Auditing and removing history were a little more dicey. To solve these, GitFarm had a parallel history which was only visible to GitFarm itself. It was a serial commit history which recorded the alterations to the repository along with the user identity and other useful details about the transaction.

Metadata

Did you know that you can have any number of unrelated histories in a Git repository? Dolt too! We leveraged this fact in GitFarm to record a parallel history that was used to ensure that we had full confidence in the quality of the repository. When a user pushed a change into GitFarm, the source code was transmitted like any other Git change. Prior to completing the update, GitFarm would write a record in a parallel disconnected history. For example, a user pushes in the four red commits, that results in one event record in the repository history.

When an operator would expunge history from the repository using git-filter-branch, they would include a note in this parallel history about it so that we could have high confidence that we weren't losing information that might be needed in an audit.

DoltFarm?

The Git migration at Amazon had a lot of things going in it's favor, but the most important thing was a natural partition point. The Brazil Package layout was essential. Many applications have such partitions. They may be by customer, developer team, or something else, but often times we assume all of our data is going in one database. We do that because having multiple databases sounds like more work.

A necessary step to support Git at Amazon was how we could try it out before committing to it. Dolt is very similar, in that it's very easy to create a Dolt database, either by importing existing data or setting up replication. If you have an existing SQL system which is serving your business, we know changing that may be difficult.
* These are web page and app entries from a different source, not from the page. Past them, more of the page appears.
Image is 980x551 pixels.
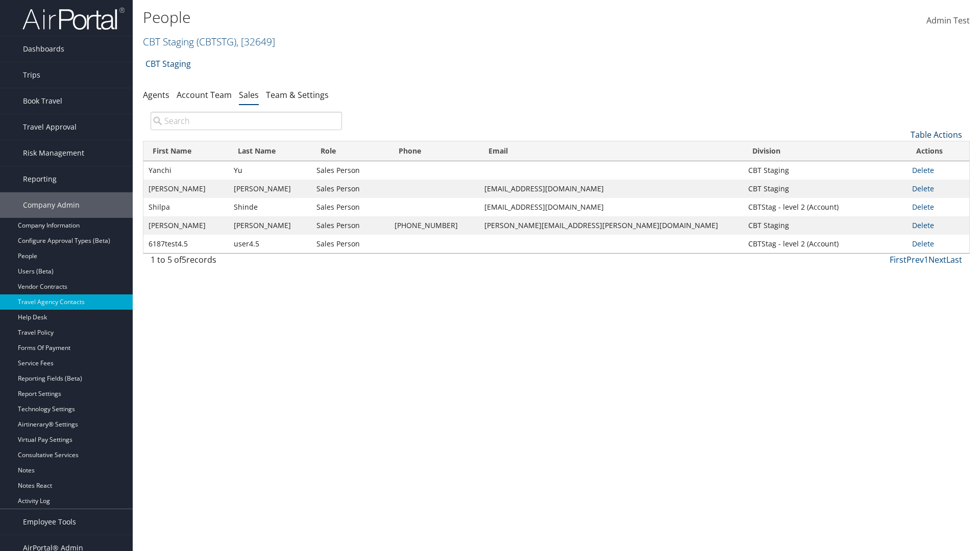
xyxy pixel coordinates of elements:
span: 5 [181,254,186,266]
span: Company Admin [23,192,80,218]
span: Admin Test [927,14,969,26]
td: CBT Staging [743,179,907,198]
a: Table Actions [910,129,962,140]
th: Role: activate to sort column ascending [311,141,390,161]
span: , [ 32649 ] [237,34,275,48]
h1: People [143,6,694,28]
span: Dashboards [23,36,64,62]
a: Delete [912,238,934,248]
a: Delete [912,184,934,193]
img: airportal-logo.png [23,6,124,31]
th: Actions [907,141,969,161]
span: Risk Management [23,140,84,166]
th: Last Name: activate to sort column ascending [228,141,311,161]
span: Book Travel [23,88,63,114]
th: First Name: activate to sort column ascending [143,141,228,161]
td: [PERSON_NAME][EMAIL_ADDRESS][PERSON_NAME][DOMAIN_NAME] [480,217,743,235]
td: CBTStag - level 2 (Account) [743,198,907,217]
td: Sales Person [311,217,390,235]
a: 1 [924,254,928,266]
a: First [889,254,907,266]
a: Account Team [177,90,232,101]
td: [PERSON_NAME] [228,179,311,198]
span: Travel Approval [23,114,76,140]
input: Search [150,111,342,130]
td: [PERSON_NAME] [228,217,311,235]
td: [PERSON_NAME] [143,179,228,198]
td: Yanchi [143,161,228,179]
th: Division: activate to sort column ascending [743,141,907,161]
a: Next [928,254,946,266]
td: Sales Person [311,198,390,217]
a: Team & Settings [266,90,328,101]
a: Sales [238,90,258,101]
td: CBT Staging [743,161,907,179]
a: Delete [912,165,934,175]
td: user4.5 [228,235,311,253]
th: Phone [389,141,479,161]
span: Trips [23,63,40,88]
div: 1 to 5 of records [150,254,342,271]
a: Delete [912,202,934,212]
td: CBTStag - level 2 (Account) [743,235,907,253]
td: Yu [228,161,311,179]
a: Prev [907,254,924,266]
span: Employee Tools [23,509,76,535]
td: Sales Person [311,235,390,253]
td: 6187test4.5 [143,235,228,253]
td: [EMAIL_ADDRESS][DOMAIN_NAME] [480,198,743,217]
a: CBT Staging [143,34,275,48]
a: Admin Test [927,5,969,37]
td: Shilpa [143,198,228,217]
a: Agents [143,90,170,101]
td: Shinde [228,198,311,217]
span: Reporting [23,166,56,192]
td: [PHONE_NUMBER] [389,217,479,235]
th: Email: activate to sort column ascending [480,141,743,161]
a: CBT Staging [145,53,191,74]
td: [EMAIL_ADDRESS][DOMAIN_NAME] [480,179,743,198]
td: [PERSON_NAME] [143,217,228,235]
a: Last [946,254,962,266]
a: Delete [912,220,934,230]
span: ( CBTSTG ) [197,34,237,48]
td: CBT Staging [743,217,907,235]
td: Sales Person [311,179,390,198]
td: Sales Person [311,161,390,179]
There are ways Dolt can benefit you without making it the central piece of your infrastructure.

Possibly the most important conviction I had when people told me "Git doesn't scale" was that it doesn't scale in the same way that people habitually expect. It scales by virtue of the fact that it's so easy to create many repositories. This was absolutely a motivation for Dolt to be easy and light weight. It's a database that still runs as a monolithic process - so it has all the scaling challenges which come with that. Postgres and MySQL have these problems too. Creating a new Dolt database is extremely light weight though, and you can take advantage of that. Maybe you need to create a DB, use it, then throw it away. No problem. Dolt is cheap.

Lessons

As I said at the top, Builder Tools highly influenced several of the people here at Dolt. Convictions we have:

  1. Multiple outage events involving lost data made us history obsessed. You can't rollback if you don't have history. History is valuable.
  2. Light weight branching allows for rapid and risk-free experimentation. Git and Dolt are great at this.
  3. "Try Before you Buy" tooling can be the best way to convince people you are building something they need. You can see this in Dolt with our support for replicating out of your existing systems into Dolt. It's ridiculously easy to kick the tires:
$ dolt init
Successfully initialized dolt data repository.
$ dolt sql
# Welcome to the DoltSQL shell.
# Statements must be terminated with ';'.
# "exit" or "quit" (or Ctrl-D) to exit. "\help" for help.
db/main>

Dolt is a tool that can be abused in all sorts of ways. Don't think of it like your mother's database. You can do new things with it, and some of your peers may doubt your methods. That's OK. Prove them wrong. Come tell us what you'll build with Dolt on our discord server!